Çatalhöyük was not a primitive place by any means. It was strikingly advanced and sophisticated for its time—full of weavers, basketmakers, carpenters, joiners, beadmakers, bowmakers, and many others with specialized skills. The inhabitants practiced art of a high order and produced not only fabrics but also a variety of stylish weaves. They could even produce stripes—not evidently an easy thing to do. Looking good was important to them. It is remarkable to think that people thought of striped fabrics before they thought of doors and windows.

All this is just another reminder of how little we know, or can even begin to guess, about the lifestyles and habits of people from the ancient past. And with that thought in mind let’s go into the house at last and begin to see how little we know about it, too.

* In Britain corn has meant any grain since the time of the Anglo-Saxons. It also came to signify any small round object, which explains the corns on your feet. Corned beef is so called because originally it was cured in kernels of salt. Because of the importance of maize in America, the word corn became attached to maize exclusively in the early eighteenth century.

• CHAPTER III •

THE HALL

I

No room has fallen further in history than the hall. Now a place to wipe feet and hang hats, once it was the most important room in the house. Indeed, for a long time it was the house. How it came to this curious pass is a story that goes back to the very beginnings of England and a time, sixteen hundred years ago, when boatloads of people from mainland Europe came ashore and began, in an entirely mysterious way, to take over. We know remarkably little about who these people were, and the little we do know often makes no sense, but it was with them that the history of England and the modern house begins.

As conventionally related, events were straightforward: in AD 410, their empire collapsing, the Romans withdrew from Britain in haste and confusion, and Germanic tribes—the Angles, Saxons, and Jutes of a thousand schoolbooks—swarmed in to take their place. It seems, however, that much of that may not be so.

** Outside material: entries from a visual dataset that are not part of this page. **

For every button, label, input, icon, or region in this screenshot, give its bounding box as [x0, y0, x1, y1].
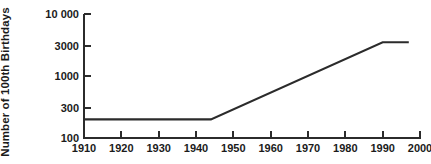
x-axis-tick-label: 1910: [72, 142, 96, 154]
x-axis-tick-label: 1940: [184, 142, 208, 154]
plot-area: 1003001000300010 000 1910192019301940195…: [84, 14, 420, 138]
x-axis-tick-label: 1930: [146, 142, 170, 154]
x-axis-tick-label: 1980: [333, 142, 357, 154]
x-axis-tick-label: 1970: [296, 142, 320, 154]
x-axis-tick-label: 1960: [258, 142, 282, 154]
y-axis-label: Number of 100th Birthdays: [0, 0, 22, 164]
chart-figure: Number of 100th Birthdays 10030010003000…: [0, 0, 431, 164]
y-axis-tick-label: 3000: [55, 40, 79, 52]
y-axis-tick-label: 10 000: [45, 8, 79, 20]
y-axis-tick-label: 1000: [55, 70, 79, 82]
y-axis-tick-label: 300: [61, 102, 79, 114]
x-axis-tick-label: 1950: [221, 142, 245, 154]
data-series-layer: [84, 14, 420, 138]
x-axis-tick-label: 1920: [109, 142, 133, 154]
data-line-number-of-100th-birthdays: [84, 42, 409, 119]
x-axis-tick-label: 2000: [408, 142, 431, 154]
x-axis-tick-label: 1990: [370, 142, 394, 154]
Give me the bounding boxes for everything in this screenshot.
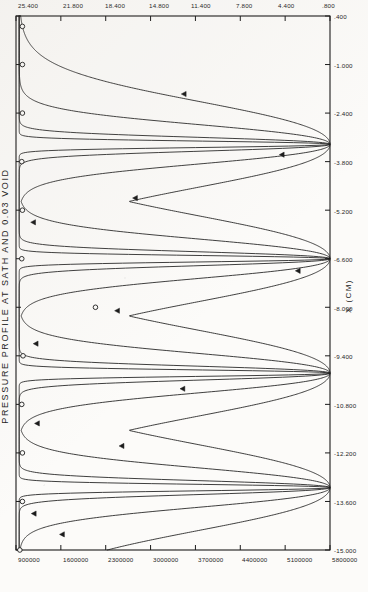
data-curves — [19, 16, 330, 550]
x-tick-label: .400 — [334, 13, 347, 20]
y-tick-label: 3000000 — [153, 556, 179, 563]
x-tick-label: -1.000 — [334, 62, 353, 69]
plot-canvas — [0, 0, 368, 592]
y-tick-label: 900000 — [18, 556, 40, 563]
x-tick-label: -9.400 — [334, 353, 353, 360]
x-tick-label: -15.000 — [334, 547, 356, 554]
y-tick-label: 1600000 — [63, 556, 89, 563]
y-tick-label-secondary: 4.400 — [278, 2, 294, 9]
y-tick-label: 3700000 — [198, 556, 224, 563]
x-tick-label: -3.800 — [334, 159, 353, 166]
chart-stage: PRESSURE PROFILE AT SATH AND 0.03 VOID X… — [0, 0, 368, 592]
y-tick-label-secondary: .800 — [322, 2, 335, 9]
y-tick-label: 2300000 — [108, 556, 134, 563]
y-tick-label-secondary: 25.400 — [18, 2, 38, 9]
y-tick-label-secondary: 14.800 — [149, 2, 169, 9]
x-tick-label: -5.200 — [334, 208, 353, 215]
y-tick-label: 5800000 — [332, 556, 358, 563]
x-tick-label: -8.000 — [334, 305, 353, 312]
y-tick-label: 4400000 — [242, 556, 268, 563]
x-tick-label: -13.600 — [334, 499, 356, 506]
y-tick-label: 5100000 — [287, 556, 313, 563]
y-tick-label-secondary: 7.800 — [236, 2, 252, 9]
scanned-chart-page: PRESSURE PROFILE AT SATH AND 0.03 VOID X… — [0, 0, 368, 592]
y-tick-label-secondary: 11.400 — [191, 2, 211, 9]
y-tick-label-secondary: 21.800 — [63, 2, 83, 9]
x-tick-label: -12.200 — [334, 450, 356, 457]
x-tick-label: -10.800 — [334, 402, 356, 409]
y-tick-label-secondary: 18.400 — [105, 2, 125, 9]
x-tick-label: -6.600 — [334, 256, 353, 263]
x-tick-label: -2.400 — [334, 111, 353, 118]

First, the invaders didn’t necessarily swarm. By one estimate, perhaps as few as ten thousand outsiders moved into Britain in the century after the Romans left—an average of only one hundred people a year. Most historians think that is much too small a figure, though none can put a more certain number in its place. Nor, come to that, can anyone say how many native Britons were there to receive or oppose the invaders. The number is variously put at between 1.5 million and 5 million—in itself a vivid demonstration of just how comprehensively vague a period we are dealing with here—but what seems nearly certain is that the invaders were very considerably outnumbered by those they conquered.

Why the vanquished Britons couldn’t find the means or spirit to resist more effectively is a deep mystery. They were, after all, giving up a great deal. For almost four centuries they had been part of the mightiest civilization on Earth and had enjoyed benefits—running water, central heating, good communications, orderly governments, hot baths—with which their rough conquerors were uncomfortable or unacquainted. It is difficult to conceive the sense of indignity that the natives must have felt at finding themselves overrun by illiterate, unwashed pagans from the wooded fringes of Europe. Under the new regime they would give up nearly all their material advantages and not return to many of them for a thousand years.

This was a period of Völkerwanderung , “the wandering of peoples,” when groups all across the ancient world—Huns, Vandals, Goths, Visigoths, Ostrogoths, Magyars, Franks, Angles, Saxons, Danes, Alamanni, and more—developed a strange, seemingly unquenchable restlessness, and Britain’s invaders were clearly part of that. The only written account we have of what happened is that left by the monk known as the Venerable Bede, who was writing three centuries after the fact. It is Bede who tells us that the invading force was made up of Angles, Saxons, and Jutes, but who they were exactly and how they related to one another is unknown.